When the first North Carolina redistricting map came out at the beginning of July, Democrats of course bawled like stuck calves. Speaking objectively, this wasn’t a surprise: the way that it was set up, it put four Democratic Congressmen – Larry Kissell, Mike McIntyre, Brad Miller, & Heath Shuler – at a serious disadvantage in the 2012 elections. Put simply, the map threatened to flip NC from 6/7 GOP/DEM to 8/5 GOP/DEM, or even 10/3. If you examine the previous map, you’ll understand why such a dramatic shift; the Democrats went notoriously overboard in gerrymandering in 2000, when they controlled the process. In short, we had a humdinger of a karmic adjustment going on in North Carolina.

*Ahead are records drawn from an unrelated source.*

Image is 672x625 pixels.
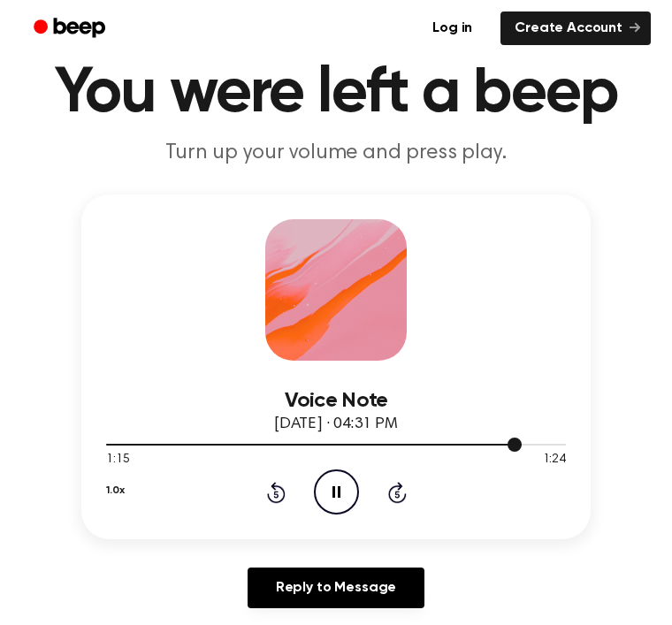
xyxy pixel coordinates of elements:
a: Beep [21,11,121,46]
span: 1:24 [543,451,566,469]
span: 1:15 [106,451,129,469]
p: Turn up your volume and press play. [21,140,651,166]
a: Reply to Message [248,568,424,609]
a: Create Account [501,11,651,45]
button: 1.0x [106,476,124,506]
h1: You were left a beep [21,62,651,125]
h3: Voice Note [106,389,566,413]
span: [DATE] · 04:31 PM [274,417,398,433]
a: Log in [415,8,490,49]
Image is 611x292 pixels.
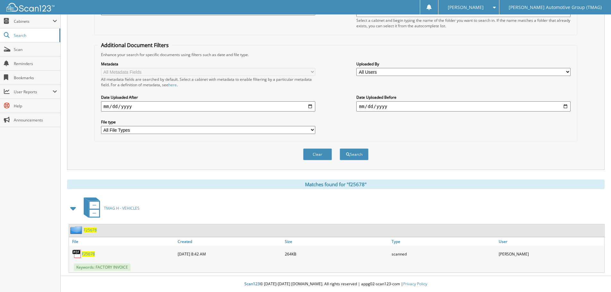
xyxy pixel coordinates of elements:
span: Keywords: FACTORY INVOICE [74,264,131,271]
img: PDF.png [72,249,82,259]
div: 264KB [283,248,390,260]
span: Bookmarks [14,75,57,80]
span: Reminders [14,61,57,66]
span: Scan123 [244,281,260,287]
label: File type [101,119,315,125]
span: TMAG H - VEHICLES [104,206,140,211]
a: here [168,82,177,88]
div: © [DATE]-[DATE] [DOMAIN_NAME]. All rights reserved | appg02-scan123-com | [61,276,611,292]
label: Uploaded By [356,61,571,67]
input: start [101,101,315,112]
label: Metadata [101,61,315,67]
a: Created [176,237,283,246]
div: scanned [390,248,497,260]
div: All metadata fields are searched by default. Select a cabinet with metadata to enable filtering b... [101,77,315,88]
a: F25678 [82,251,95,257]
span: [PERSON_NAME] Automotive Group (TMAG) [509,5,602,9]
legend: Additional Document Filters [98,42,172,49]
div: Enhance your search for specific documents using filters such as date and file type. [98,52,574,57]
img: folder2.png [70,226,84,234]
img: scan123-logo-white.svg [6,3,55,12]
a: User [497,237,604,246]
input: end [356,101,571,112]
a: File [69,237,176,246]
div: Select a cabinet and begin typing the name of the folder you want to search in. If the name match... [356,18,571,29]
span: Scan [14,47,57,52]
span: Search [14,33,56,38]
label: Date Uploaded Before [356,95,571,100]
div: [PERSON_NAME] [497,248,604,260]
a: Type [390,237,497,246]
span: Cabinets [14,19,53,24]
span: User Reports [14,89,53,95]
iframe: Chat Widget [579,261,611,292]
div: [DATE] 8:42 AM [176,248,283,260]
a: F25678 [84,227,97,233]
a: TMAG H - VEHICLES [80,196,140,221]
button: Clear [303,148,332,160]
span: [PERSON_NAME] [448,5,484,9]
button: Search [340,148,368,160]
a: Size [283,237,390,246]
label: Date Uploaded After [101,95,315,100]
span: Help [14,103,57,109]
span: Announcements [14,117,57,123]
div: Matches found for "f25678" [67,180,605,189]
a: Privacy Policy [403,281,427,287]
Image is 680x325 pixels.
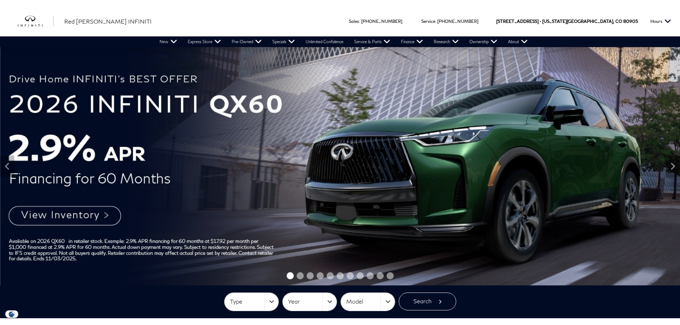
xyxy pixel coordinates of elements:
div: Next [665,156,680,177]
a: [PHONE_NUMBER] [361,19,402,24]
button: Open the hours dropdown [646,6,674,36]
button: Search [399,293,456,310]
a: New [154,36,182,47]
nav: Main Navigation [154,36,533,47]
span: CO [615,6,622,36]
span: Go to slide 3 [306,272,314,279]
a: [PHONE_NUMBER] [437,19,478,24]
a: Specials [267,36,300,47]
span: Go to slide 4 [316,272,324,279]
span: Year [288,296,322,308]
a: infiniti [18,16,54,27]
span: Go to slide 10 [376,272,384,279]
span: Type [230,296,264,308]
span: Go to slide 6 [336,272,344,279]
span: Go to slide 11 [386,272,394,279]
button: Type [224,293,278,311]
span: : [359,19,360,24]
a: Express Store [182,36,226,47]
a: Red [PERSON_NAME] INFINITI [64,17,152,26]
a: About [502,36,533,47]
span: Go to slide 2 [296,272,304,279]
span: Sales [349,19,359,24]
a: Ownership [464,36,502,47]
span: 80905 [623,6,638,36]
span: Go to slide 8 [356,272,364,279]
button: Year [283,293,336,311]
span: : [435,19,436,24]
a: Unlimited Confidence [300,36,349,47]
a: Finance [395,36,428,47]
button: Model [341,293,395,311]
span: Model [346,296,380,308]
span: Go to slide 7 [346,272,354,279]
span: [US_STATE][GEOGRAPHIC_DATA], [542,6,614,36]
span: [STREET_ADDRESS] • [496,6,541,36]
section: Click to Open Cookie Consent Modal [4,310,20,318]
img: Opt-Out Icon [4,310,20,318]
img: INFINITI [18,16,54,27]
span: Service [421,19,435,24]
a: Service & Parts [349,36,395,47]
span: Red [PERSON_NAME] INFINITI [64,18,152,25]
span: Go to slide 1 [286,272,294,279]
a: Research [428,36,464,47]
a: Pre-Owned [226,36,267,47]
a: [STREET_ADDRESS] • [US_STATE][GEOGRAPHIC_DATA], CO 80905 [496,19,638,24]
span: Go to slide 5 [326,272,334,279]
span: Go to slide 9 [366,272,374,279]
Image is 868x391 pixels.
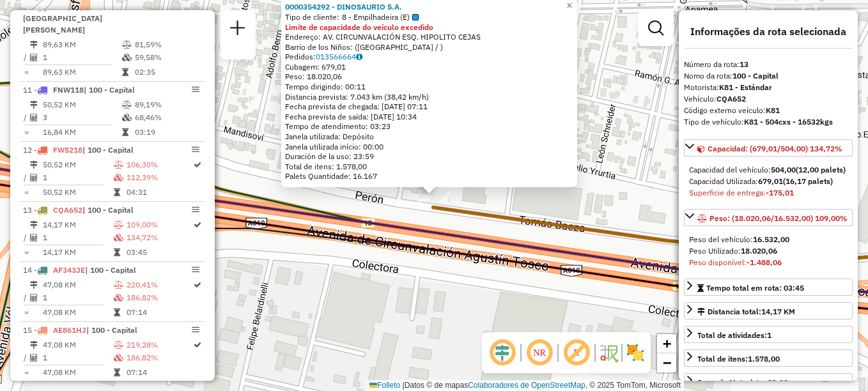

But then something interesting happened: Rep. GK Butterfield (D, NC-01) started complaining. Rep. Butterfield is a beneficiary (along with Rep. Mel Watts of NC-12) of the racial gerrymandering system set up in response to the Voting Rights Act; and he made some rather pointed objections to the first map, arguing that it ‘disenfranchised’ some of his former constituents by moving them into majority-white districts. North Carolinan Republicans thought about it – and must have decided that they agreed, because they went into the maps again and redrew both Butterfield’s and Watt’s districts to make them more in line with the VRA’s perceived guidelines.
Of course, that meant that they had to… make some unavoidable choices: Continue reading 2nd NC redistricting map more pointed than 1st one.